The article was published in 2007 by Lasana T. Harris and Susan T. Fiske in the Department of Psychology and Center for the Study of Brain, Mind, and Behavior, Princeton University, and is titled, "Social groups that elicit disgust are differentially processed in mPFC."
This is what the executive summary says, in scientific terms: "Social neuroscience suggests medial pre-frontal cortex (mPFC) as necessary for social cognition."
However, the mPFC is activated less to members of extreme outgroups that elicit disgust, an emotion directed toward both people and objects. This study aimed to counteract that effect. Participants made either superficial categorical age estimations or individuating food-preference judgments about people, while fMRI recorded neural activity. Besides replicating the reduced mPFC activity to extreme outgroups that elicit disgust, this study demonstrates that the same type of judgment for these individuals is processed in a region anatomically distinct from social groups that elicit exclusively social emotions (pity, envy, pride). Finally, inferring individuating information (food preferences) increases mPFC activation above superficial categorical judgments. This evidence fits differentiated mPFC processing of extreme outgroups, which activate mPFC less than other groups, but suggests that individuation increases activation."
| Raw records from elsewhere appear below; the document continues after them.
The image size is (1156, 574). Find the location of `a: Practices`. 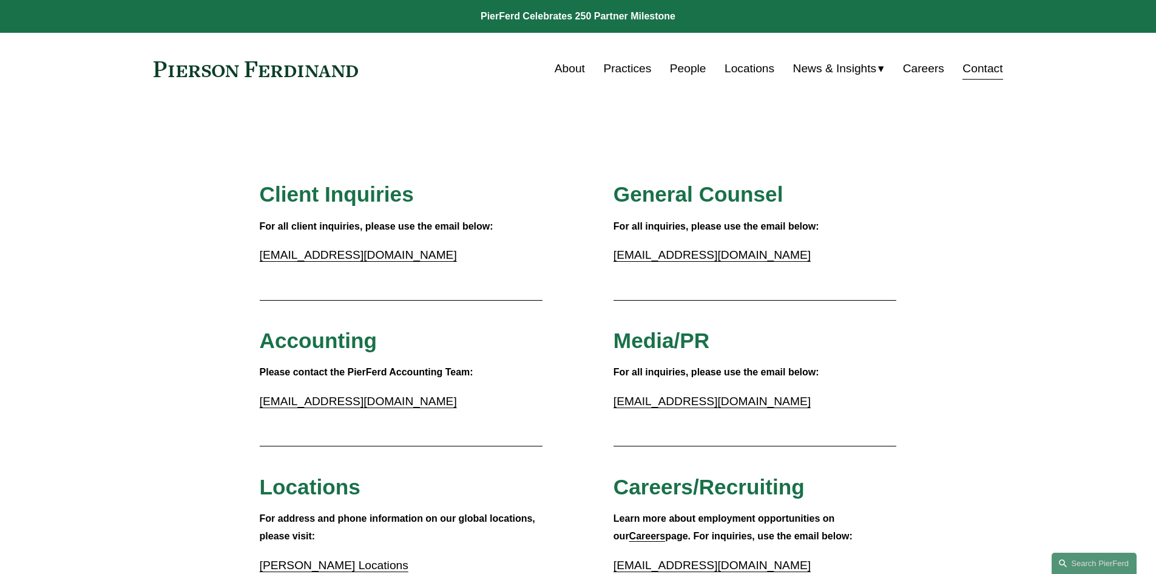

a: Practices is located at coordinates (627, 69).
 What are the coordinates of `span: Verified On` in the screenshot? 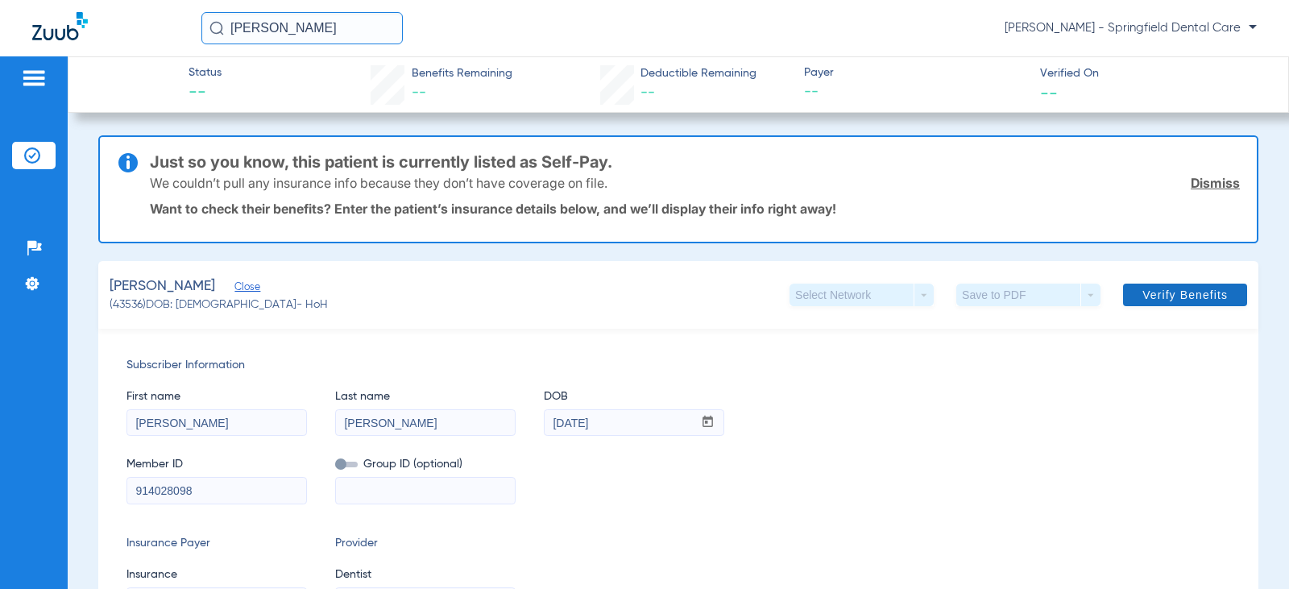 It's located at (1151, 73).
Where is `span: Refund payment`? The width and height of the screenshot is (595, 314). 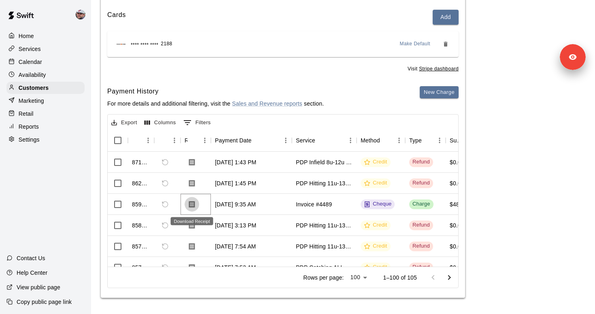
span: Refund payment is located at coordinates (165, 204).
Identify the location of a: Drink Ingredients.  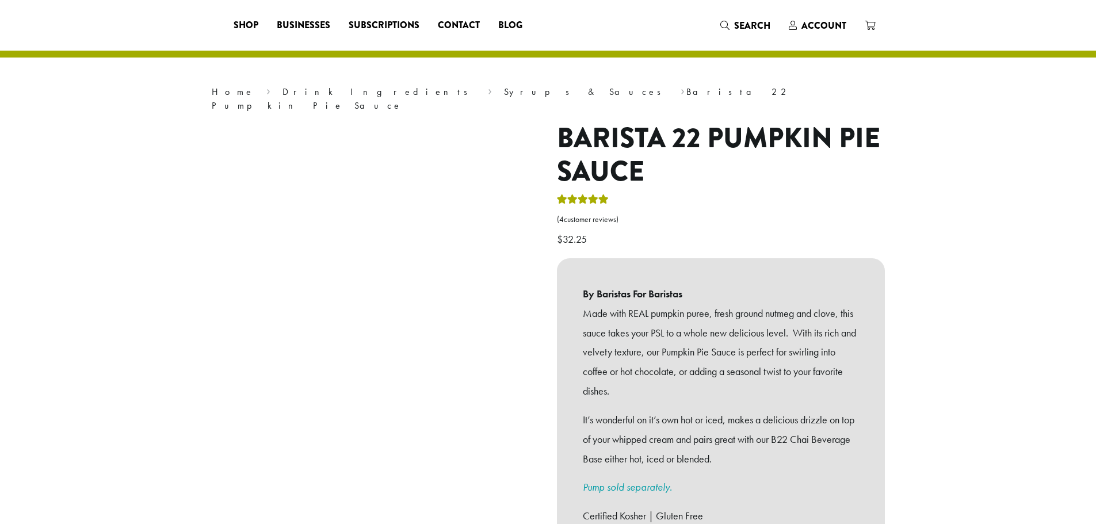
(379, 92).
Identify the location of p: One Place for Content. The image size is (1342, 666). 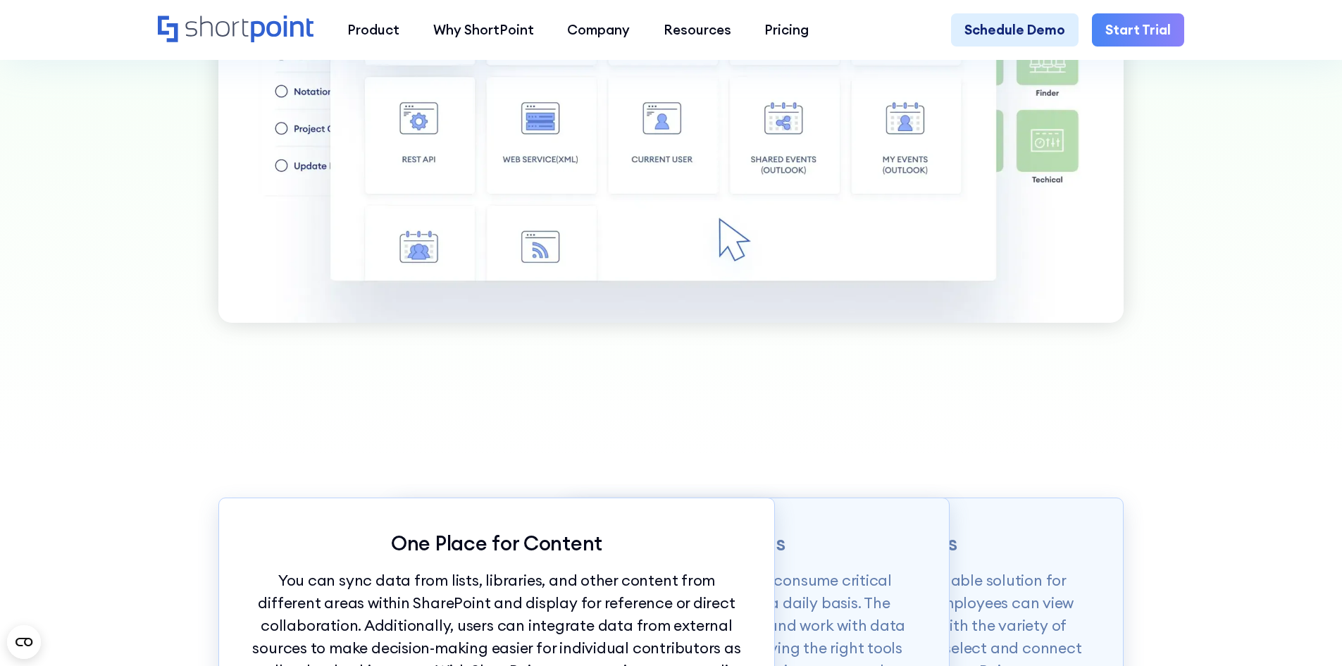
(497, 543).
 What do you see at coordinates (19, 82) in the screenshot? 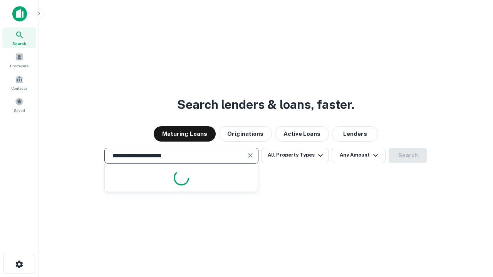
I see `a: Contacts` at bounding box center [19, 82].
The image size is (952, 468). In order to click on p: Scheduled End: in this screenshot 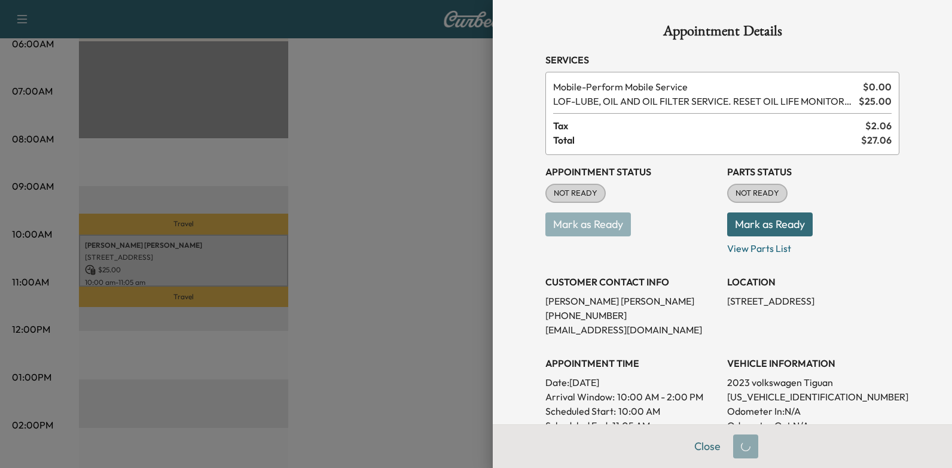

Put more simply, the article says that as humans divide the world into "us" versus "them," the human brain processes judgment about "them" with the same part of the brain normally used to processes objects. In other words, humans use different parts of the brain to judge "us" and "them." Our own brains objectify and dehumanize other humans when we perceive them to not belong to "us."
Does this mean we are doomed to repeat our inhumanity forever? Of course not. Knowing what horror we are capable of inflicting upon each other is the very beginning of guarding against that same horror. However, we do have to be vigilant against our own nature and be mindful when we find ourselves classifying the people we meet into "us" and "them." Who knew the road to inhumanity was paved with simple taxonomy?